Marzieh's goal now is to study human rights and work for the United Nations. 

Jodi Hilton/IRIN

Mirwais Qayuomy, 24, waited five days in pouring rain to register with the Greek authorities on Lesvos. During the trip from Turkey to Greece, the engine of the boat he was travelling on failed and the boat had to be towed to shore by the Greek Coast Guard. “Here, there is no place for sleeping and there are a lot of people,” he says. He fled Afghanistan after being threatened by the Taliban for his work with the Afghanistan Youth Organization. He adds that in recent years security in Afghanistan had improved, but that since 2014, the situation has been worsening again. 

Jodi Hilton/IRIN

At a distribution centre for migrants run by volunteers in Belgrade, Serbia, Hamiz Gul, 15, from Afghanistan, holds baby Mira, the child of Iraqi asylum-seekers who have just arrived after a difficult crossing through Bulgaria. Hamiz showed them where to get food and clean clothes. Of the thousands of unaccompanied minors traveling through Europe, many are from Afghanistan. Hamiz, one of 16 siblings, says he has been travelling for two months already. He tells IRIN he was beaten by Bulgarian border guards as he tried and failed to enter the country from Turkey on four occasions. They took his money and mobile phone and sent him back. “On the fifth try, I entered,” Hamiz says. After that, he trudged through mud, rain and “jungle”. Now he dreams about returning to Afghanistan.

“It’s been too difficult a journey.”

Jodi Hilton/IRIN

Saeqa Amini, 28, a nurse from Herat, Afghanistan, holds her youngest child at an abandoned brick factory outside Subotica, Serbia, near the border with Hungary. Her husband, Toryalai, a professor in computer science, says the Taliban knew he worked at the university in Herat and demanded $20,000 to leave them in peace.

“I managed to collect $15,000, but then they threatened to kidnap our three children.”

The family paid $6,000 to a smuggler to get them across the hazardous Iran-Turkey border. “I saw many people die,” says Toryalai, explaining that Iran’s border guards have a shoot-to-kill policy for dealing with transiting Afghan migrants. On the Turkish coast, they again paid smugglers to get them safely to Greece. Instead, they were forced at gunpoint onto a small rubber dingy crammed with 55 people. “It had no driver," Toryalai says. "We just got some information on how to turn the motor on and off.”

Jodi Hilton/IRIN

Waiting behind a police fence with hundreds of other Afghan asylum seekers, Hamayoon Ziraki (centre) watches as Syrian families are selected to board buses provided by Slovenian authorities to cross the border and transport them onward towards Austria.
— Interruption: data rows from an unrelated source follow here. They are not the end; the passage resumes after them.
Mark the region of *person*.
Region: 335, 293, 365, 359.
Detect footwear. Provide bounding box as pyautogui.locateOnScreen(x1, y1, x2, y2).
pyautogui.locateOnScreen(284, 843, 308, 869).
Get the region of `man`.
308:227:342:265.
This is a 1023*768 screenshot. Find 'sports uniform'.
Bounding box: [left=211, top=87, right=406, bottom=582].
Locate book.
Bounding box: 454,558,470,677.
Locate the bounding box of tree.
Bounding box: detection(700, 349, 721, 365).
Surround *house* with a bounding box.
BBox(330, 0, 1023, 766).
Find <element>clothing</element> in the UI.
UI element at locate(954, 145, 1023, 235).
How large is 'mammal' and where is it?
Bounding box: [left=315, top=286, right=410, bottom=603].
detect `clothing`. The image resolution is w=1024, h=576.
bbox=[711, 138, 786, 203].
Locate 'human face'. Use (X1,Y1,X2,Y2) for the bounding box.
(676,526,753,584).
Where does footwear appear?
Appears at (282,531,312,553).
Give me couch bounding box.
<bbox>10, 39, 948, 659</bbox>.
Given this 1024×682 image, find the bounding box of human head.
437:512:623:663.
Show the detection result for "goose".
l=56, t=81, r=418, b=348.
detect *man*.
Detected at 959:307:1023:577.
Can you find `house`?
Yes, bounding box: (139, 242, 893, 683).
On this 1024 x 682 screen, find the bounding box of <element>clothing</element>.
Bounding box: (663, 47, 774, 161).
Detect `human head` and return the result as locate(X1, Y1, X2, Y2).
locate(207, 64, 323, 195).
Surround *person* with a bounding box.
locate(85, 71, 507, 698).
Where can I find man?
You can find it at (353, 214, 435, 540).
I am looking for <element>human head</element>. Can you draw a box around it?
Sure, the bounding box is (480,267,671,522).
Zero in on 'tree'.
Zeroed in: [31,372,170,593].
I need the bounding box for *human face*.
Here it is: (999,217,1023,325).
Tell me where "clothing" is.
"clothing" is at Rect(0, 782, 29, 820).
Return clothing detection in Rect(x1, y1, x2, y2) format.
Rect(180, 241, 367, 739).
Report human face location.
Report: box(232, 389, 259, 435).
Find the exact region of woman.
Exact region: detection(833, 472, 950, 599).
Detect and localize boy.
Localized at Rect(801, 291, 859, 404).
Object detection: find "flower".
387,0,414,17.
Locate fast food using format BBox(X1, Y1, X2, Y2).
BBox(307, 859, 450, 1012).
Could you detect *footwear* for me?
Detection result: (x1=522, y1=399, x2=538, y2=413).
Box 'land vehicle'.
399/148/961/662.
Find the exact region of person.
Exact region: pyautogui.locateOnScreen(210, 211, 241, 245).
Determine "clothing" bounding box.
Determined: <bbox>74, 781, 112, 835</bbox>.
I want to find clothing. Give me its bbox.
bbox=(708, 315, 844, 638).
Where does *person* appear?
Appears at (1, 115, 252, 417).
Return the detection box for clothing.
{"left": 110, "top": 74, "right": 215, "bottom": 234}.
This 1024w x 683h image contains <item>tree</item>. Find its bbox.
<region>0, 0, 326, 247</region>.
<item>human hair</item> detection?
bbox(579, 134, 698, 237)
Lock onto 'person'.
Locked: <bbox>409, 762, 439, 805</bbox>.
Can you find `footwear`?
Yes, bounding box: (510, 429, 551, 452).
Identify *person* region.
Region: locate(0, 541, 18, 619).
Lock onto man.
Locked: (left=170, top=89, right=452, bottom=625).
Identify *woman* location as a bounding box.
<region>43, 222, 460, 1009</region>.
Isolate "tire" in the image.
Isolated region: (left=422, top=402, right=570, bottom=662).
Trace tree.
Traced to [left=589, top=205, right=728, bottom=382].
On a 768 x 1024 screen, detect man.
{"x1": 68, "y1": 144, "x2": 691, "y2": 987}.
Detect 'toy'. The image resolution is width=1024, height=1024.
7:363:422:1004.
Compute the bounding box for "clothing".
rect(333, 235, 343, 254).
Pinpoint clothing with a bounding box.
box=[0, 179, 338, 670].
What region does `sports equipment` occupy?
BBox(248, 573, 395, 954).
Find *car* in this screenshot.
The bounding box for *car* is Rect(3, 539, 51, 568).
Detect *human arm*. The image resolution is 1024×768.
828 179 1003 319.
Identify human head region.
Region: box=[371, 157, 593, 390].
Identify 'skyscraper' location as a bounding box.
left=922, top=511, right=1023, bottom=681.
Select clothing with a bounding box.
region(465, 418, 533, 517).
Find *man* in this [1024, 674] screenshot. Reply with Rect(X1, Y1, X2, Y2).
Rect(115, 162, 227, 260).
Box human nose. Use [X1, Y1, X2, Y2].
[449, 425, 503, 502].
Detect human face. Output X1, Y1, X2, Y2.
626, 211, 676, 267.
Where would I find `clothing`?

The 19-year-old physics teacher says he has already waited three days on the Croatian side of the border checkpoint. “They don’t let Afghans get on the bus or trains. They say we are Taliban or Da’esh [ISIS].” He says he was arrested in Afghanistan and jailed by the Taliban for six days, during which time they threatened to cut off his hands and feet. They accused him of working with the Americans because he spoke English. After that, he decided to flee to Europe.